HISTORICAL BACKGROUND
The name 'Glenganagh' appears, captioned, on the first edition Ordnance Survey map of 1834, though architectural historian C.E.B. Brett considered the house was probably at least fifteen years earlier, perhaps more. The Townland Valuation of 1828–40 lists it as the residence of Lady Dufferin, with the house and offices valued at £25 6s. Dimensions recorded at that time cover a house, porch, three returns, two passages, three outbuildings and a porter's lodge.
Lady Dufferin was Anna Dorothea, daughter of John Foster, Lord Oriel, and widow of Sir James Blackwood, who had inherited the estates of Dufferin and Clandeboye in 1808. She is thought to have moved to Glenganagh shortly after his death in 1836, and she lived there until her own death in 1865 at the age of 93. She was a noted gardener; Lord Dufferin's rent books record an expenditure of £31 7s 9d on her garden in 1865–6.
By the time of Griffith's Valuation of 1856–64 the house had risen in value to £38, indicating that improvements had taken place, and the second edition Ordnance Survey map of 1858 shows the house considerably extended with a courtyard formed to the rear.

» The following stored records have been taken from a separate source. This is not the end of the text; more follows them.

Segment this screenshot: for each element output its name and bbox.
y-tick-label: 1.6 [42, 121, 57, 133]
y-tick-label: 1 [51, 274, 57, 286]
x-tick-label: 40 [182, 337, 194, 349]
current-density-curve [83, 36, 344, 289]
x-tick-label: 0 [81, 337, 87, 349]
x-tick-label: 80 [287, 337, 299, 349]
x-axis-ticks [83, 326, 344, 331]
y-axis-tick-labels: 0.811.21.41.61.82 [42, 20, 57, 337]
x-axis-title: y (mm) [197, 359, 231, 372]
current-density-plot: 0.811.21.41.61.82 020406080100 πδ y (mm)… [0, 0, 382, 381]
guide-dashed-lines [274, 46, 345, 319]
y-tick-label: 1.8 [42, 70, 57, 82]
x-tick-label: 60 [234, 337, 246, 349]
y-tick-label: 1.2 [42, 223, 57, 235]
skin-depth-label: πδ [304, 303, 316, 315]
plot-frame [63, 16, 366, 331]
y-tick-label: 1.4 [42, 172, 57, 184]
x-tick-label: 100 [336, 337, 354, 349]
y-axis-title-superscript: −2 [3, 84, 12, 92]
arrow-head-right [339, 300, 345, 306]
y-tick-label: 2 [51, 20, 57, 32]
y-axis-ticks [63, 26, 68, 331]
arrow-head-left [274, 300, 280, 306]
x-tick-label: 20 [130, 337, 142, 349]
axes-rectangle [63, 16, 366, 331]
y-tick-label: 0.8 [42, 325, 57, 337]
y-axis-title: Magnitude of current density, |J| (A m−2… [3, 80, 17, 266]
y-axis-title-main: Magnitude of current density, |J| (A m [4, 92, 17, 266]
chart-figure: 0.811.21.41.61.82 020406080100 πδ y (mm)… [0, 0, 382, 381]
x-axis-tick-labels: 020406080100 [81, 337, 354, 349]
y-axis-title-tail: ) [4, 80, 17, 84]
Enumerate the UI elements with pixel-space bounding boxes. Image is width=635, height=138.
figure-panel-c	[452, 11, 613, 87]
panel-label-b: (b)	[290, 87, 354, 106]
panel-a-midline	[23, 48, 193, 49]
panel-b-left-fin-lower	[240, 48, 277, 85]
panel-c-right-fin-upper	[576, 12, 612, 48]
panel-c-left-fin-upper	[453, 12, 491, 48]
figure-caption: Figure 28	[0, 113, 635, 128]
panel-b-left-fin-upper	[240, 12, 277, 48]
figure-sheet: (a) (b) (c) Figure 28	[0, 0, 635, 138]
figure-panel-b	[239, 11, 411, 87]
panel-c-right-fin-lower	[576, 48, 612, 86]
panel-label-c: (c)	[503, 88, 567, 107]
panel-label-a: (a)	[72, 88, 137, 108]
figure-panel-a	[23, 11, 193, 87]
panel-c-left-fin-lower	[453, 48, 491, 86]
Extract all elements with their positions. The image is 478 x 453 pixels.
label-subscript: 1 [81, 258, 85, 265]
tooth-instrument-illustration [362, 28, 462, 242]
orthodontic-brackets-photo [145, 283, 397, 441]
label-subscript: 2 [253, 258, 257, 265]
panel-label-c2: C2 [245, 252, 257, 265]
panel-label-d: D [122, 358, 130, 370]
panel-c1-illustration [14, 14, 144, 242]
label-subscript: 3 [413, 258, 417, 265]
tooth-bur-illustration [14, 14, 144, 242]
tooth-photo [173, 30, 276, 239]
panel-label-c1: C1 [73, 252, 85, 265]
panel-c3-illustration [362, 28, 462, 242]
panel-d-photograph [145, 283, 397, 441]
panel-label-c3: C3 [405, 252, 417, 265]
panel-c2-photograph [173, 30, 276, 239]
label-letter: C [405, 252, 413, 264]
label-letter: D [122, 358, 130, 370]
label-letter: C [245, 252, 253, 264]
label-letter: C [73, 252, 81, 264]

In 1871 the house became the property of Andrew Cowan, a Justice of the Peace, barrister and Director of the Belfast Royal Botanic and Horticultural Company, who had previously lived at Ballylintogh House near Hillsborough. In 1880 the house passed to Samuel Kingan, and by 1882 the valuation had risen to £60 5s, increasing further to £65 5s in 1883. A gate lodge, designed by architect James Hanna, was added in 1882. The contemporary writer Lyttle observed that Kingan "has expended vast sums in ornamenting and beautifying the place, since he became the proprietor of the townlands of Ballyholme and Ballycormick. The vineries, fernery &c are constructed and heated on the most improved principles." The Ordnance Survey map of 1900–02 shows considerable further expansion of the outbuildings to the rear.

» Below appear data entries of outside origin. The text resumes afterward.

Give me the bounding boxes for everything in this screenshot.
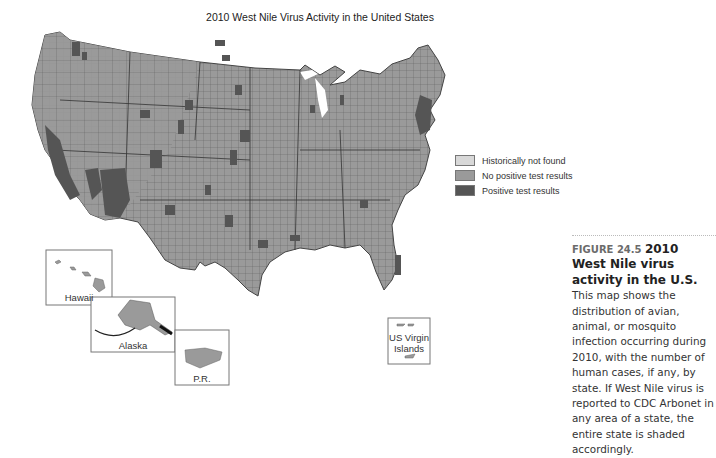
- swatch-not-found: [455, 155, 475, 166]
- swatch-positive: [455, 185, 475, 196]
- hawaii-label: Hawaii: [46, 292, 112, 303]
- usvi-label: US Virgin Islands: [388, 332, 430, 354]
- swatch-no-positive: [455, 170, 475, 181]
- pr-label: P.R.: [175, 373, 229, 384]
- alaska-label: Alaska: [91, 340, 175, 351]
- legend-item-no-positive: No positive test results: [455, 168, 573, 183]
- figure-number: FIGURE 24.5: [572, 244, 642, 255]
- legend-item-not-found: Historically not found: [455, 153, 573, 168]
- figure-caption: FIGURE 24.5 2010 West Nile virus activit…: [572, 235, 716, 458]
- legend: Historically not found No positive test …: [455, 153, 573, 198]
- legend-item-positive: Positive test results: [455, 183, 573, 198]
- figure-body: This map shows the distribution of avian…: [572, 289, 714, 455]
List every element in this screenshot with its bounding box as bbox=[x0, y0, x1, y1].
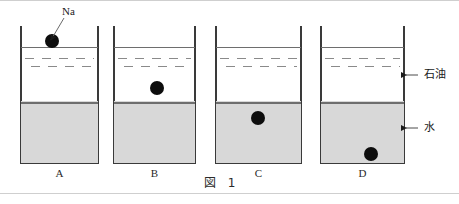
beaker-d-water-body bbox=[321, 101, 404, 163]
beaker-a-oil-surface bbox=[21, 47, 98, 48]
na-label: Na bbox=[62, 5, 75, 17]
beaker-caption-d: D bbox=[320, 167, 405, 179]
beaker-c-water-surface bbox=[216, 102, 301, 104]
beaker-a-water-surface bbox=[21, 102, 98, 104]
beaker-b-oil-hatch-2 bbox=[124, 66, 191, 67]
beaker-caption-a: A bbox=[20, 167, 99, 179]
beaker-a-water-body bbox=[21, 101, 98, 163]
beaker-b bbox=[113, 26, 196, 164]
beaker-d-oil-surface bbox=[321, 47, 404, 48]
beaker-d-water-surface bbox=[321, 102, 404, 104]
beaker-a bbox=[20, 26, 99, 164]
beaker-c-oil-surface bbox=[216, 47, 301, 48]
sodium-pellet-d bbox=[364, 147, 378, 161]
beaker-a-oil-hatch-1 bbox=[25, 58, 94, 59]
beaker-b-water-surface bbox=[114, 102, 195, 104]
water-label: 水 bbox=[424, 122, 435, 134]
beaker-d-oil-hatch-1 bbox=[325, 58, 400, 59]
sodium-pellet-a bbox=[45, 34, 59, 48]
beaker-d-oil-hatch-2 bbox=[331, 66, 400, 67]
beaker-c-oil-hatch-2 bbox=[226, 66, 297, 67]
page-rule-bottom bbox=[0, 193, 459, 194]
beaker-b-oil-surface bbox=[114, 47, 195, 48]
sodium-pellet-c bbox=[251, 111, 265, 125]
page-rule-top bbox=[0, 0, 459, 1]
beaker-a-oil-hatch-2 bbox=[31, 66, 94, 67]
beaker-c bbox=[215, 26, 302, 164]
beaker-b-water-body bbox=[114, 101, 195, 163]
figure-caption: 図 1 bbox=[204, 176, 239, 190]
beaker-c-oil-hatch-1 bbox=[220, 58, 297, 59]
beaker-d bbox=[320, 26, 405, 164]
beaker-b-oil-hatch-1 bbox=[118, 58, 191, 59]
beaker-caption-b: B bbox=[113, 167, 196, 179]
sodium-pellet-b bbox=[150, 81, 164, 95]
oil-label: 石油 bbox=[424, 69, 446, 81]
figure-illustration: A B C D bbox=[0, 0, 459, 204]
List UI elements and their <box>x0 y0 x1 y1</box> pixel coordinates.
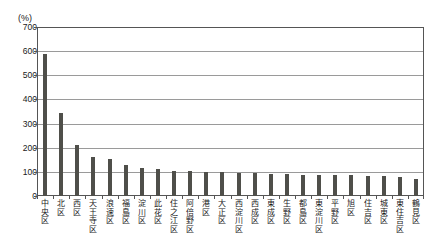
bar <box>43 54 47 196</box>
y-tick-label-400: 400 <box>3 95 37 104</box>
bar <box>124 165 128 196</box>
x-tick-label: 此花区 <box>150 200 166 226</box>
y-tick-label-0: 0 <box>3 192 37 201</box>
bar-slot <box>263 27 279 196</box>
x-tick-label: 平野区 <box>327 200 343 226</box>
bar-slot <box>295 27 311 196</box>
bar-slot <box>37 27 53 196</box>
x-tick-label: 住之江区 <box>166 200 182 234</box>
bar-slot <box>150 27 166 196</box>
x-tick-mark <box>231 196 232 199</box>
x-tick-mark <box>166 196 167 199</box>
x-tick-mark <box>423 196 424 199</box>
bar <box>285 174 289 196</box>
bar <box>156 169 160 196</box>
x-tick-label: 城東区 <box>376 200 392 226</box>
bar-slot <box>53 27 69 196</box>
x-tick-mark <box>37 196 38 199</box>
x-tick-label: 天王寺区 <box>85 200 101 234</box>
bar <box>253 173 257 196</box>
x-tick-mark <box>295 196 296 199</box>
x-tick-mark <box>376 196 377 199</box>
x-tick-label: 東淀川区 <box>311 200 327 234</box>
y-tick-label-600: 600 <box>3 47 37 56</box>
bar-slot <box>231 27 247 196</box>
x-tick-mark <box>85 196 86 199</box>
bar-slot <box>134 27 150 196</box>
bar-slot <box>327 27 343 196</box>
y-axis: 0100200300400500600700 <box>0 27 37 196</box>
x-tick-mark <box>360 196 361 199</box>
x-axis-labels: 中央区北区西区天王寺区浪速区福島区淀川区此花区住之江区阿倍野区港区大正区西淀川区… <box>37 200 424 252</box>
bar <box>414 179 418 196</box>
bar <box>237 173 241 196</box>
bar-slot <box>198 27 214 196</box>
bar <box>269 174 273 196</box>
bar <box>59 113 63 196</box>
x-tick-mark <box>343 196 344 199</box>
x-tick-mark <box>408 196 409 199</box>
x-tick-mark <box>69 196 70 199</box>
bar-slot <box>118 27 134 196</box>
x-tick-label: 東成区 <box>263 200 279 226</box>
x-tick-mark <box>247 196 248 199</box>
bar <box>204 172 208 196</box>
x-tick-label: 港区 <box>198 200 214 217</box>
y-tick-label-200: 200 <box>3 143 37 152</box>
bar <box>398 177 402 196</box>
bar <box>140 168 144 196</box>
x-tick-mark <box>392 196 393 199</box>
x-tick-mark <box>198 196 199 199</box>
x-tick-label: 大正区 <box>214 200 230 226</box>
bar <box>349 175 353 196</box>
y-tick-label-100: 100 <box>3 167 37 176</box>
y-tick-label-500: 500 <box>3 71 37 80</box>
x-tick-label: 西区 <box>69 200 85 217</box>
bar-slot <box>102 27 118 196</box>
x-tick-label: 旭区 <box>343 200 359 217</box>
x-tick-label: 西成区 <box>247 200 263 226</box>
x-tick-label: 都島区 <box>295 200 311 226</box>
x-tick-mark <box>102 196 103 199</box>
x-tick-label: 西淀川区 <box>231 200 247 234</box>
x-tick-mark <box>150 196 151 199</box>
bar-slot <box>311 27 327 196</box>
bar <box>220 172 224 196</box>
bar <box>108 159 112 196</box>
x-tick-mark <box>53 196 54 199</box>
bar <box>75 145 79 196</box>
bar <box>301 175 305 196</box>
x-tick-label: 住吉区 <box>360 200 376 226</box>
bar-slot <box>343 27 359 196</box>
x-tick-label: 北区 <box>53 200 69 217</box>
bar <box>333 175 337 196</box>
x-tick-mark <box>279 196 280 199</box>
bar <box>382 176 386 196</box>
bar-chart: (%) 0100200300400500600700 中央区北区西区天王寺区浪速… <box>0 0 437 252</box>
bar-slot <box>182 27 198 196</box>
x-tick-label: 東住吉区 <box>392 200 408 234</box>
x-tick-mark <box>134 196 135 199</box>
x-tick-mark <box>214 196 215 199</box>
x-tick-label: 淀川区 <box>134 200 150 226</box>
x-tick-label: 阿倍野区 <box>182 200 198 234</box>
x-tick-mark <box>327 196 328 199</box>
bar <box>172 171 176 196</box>
bar-slot <box>279 27 295 196</box>
y-tick-label-700: 700 <box>3 23 37 32</box>
x-tick-mark <box>118 196 119 199</box>
x-tick-label: 生野区 <box>279 200 295 226</box>
bars-layer <box>37 27 424 196</box>
bar-slot <box>408 27 424 196</box>
bar-slot <box>360 27 376 196</box>
x-tick-mark <box>182 196 183 199</box>
bar <box>366 176 370 196</box>
bar-slot <box>69 27 85 196</box>
x-tick-label: 浪速区 <box>102 200 118 226</box>
bar-slot <box>247 27 263 196</box>
bar-slot <box>85 27 101 196</box>
bar <box>91 157 95 196</box>
bar <box>317 175 321 196</box>
x-tick-label: 福島区 <box>118 200 134 226</box>
bar <box>188 171 192 196</box>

Samuel Kingan was a successful businessman who, with his brothers Thomas and John, had opened a meat-packing plant in Belfast in 1845. The firm prospered selling pork products to the British Navy, and in 1851 and 1853 they opened plants in Brooklyn, New York and Cincinnati, Ohio respectively. After both plants were destroyed by fire, a third plant was opened in Indianapolis in 1862. In 1875 the firm merged with another Belfast firm, J & T Sinclair. Many of their workers were Irish, some recruited in Ireland; an 1893 advertisement for 'Kingan & Co, Pork Packers' appears in the Encyclopedia of Indianapolis, depicting their factory in that city.
On Samuel Kingan's death in 1911 the house passed to his sons William and Thomas, and the Annual Revision records show a large rise in valuation in 1916 to £110. Brett, who was a relative of the Kingan family, records that family history attributes the major alterations of this period to the brothers' energetic sister Elsie. According to Brett: "the inner and outer hall and dining-room were panelled in the Edwardian manner, a canted stone bay window in Jacobean style was added to the dining-room, and a large new panelled and top-lit square stairwell and staircase inserted at the centre of the house, with a gallery round the upper level serving the bedrooms." These alterations were carried out under the supervision of James Hanna, the same architect who had designed the gate lodge some years earlier. Brett notes that it is unclear whether the massive cut-stone archway dividing the inner from the outer hall was also Hanna's work or is earlier in date, and that Hanna appears to have made no material changes to the exterior.
The house retains group value with its gate lodge and gate screen, as well as Glen Cottage, and has connections with nearby Islet Hill Farm. It remains in use as a private residence.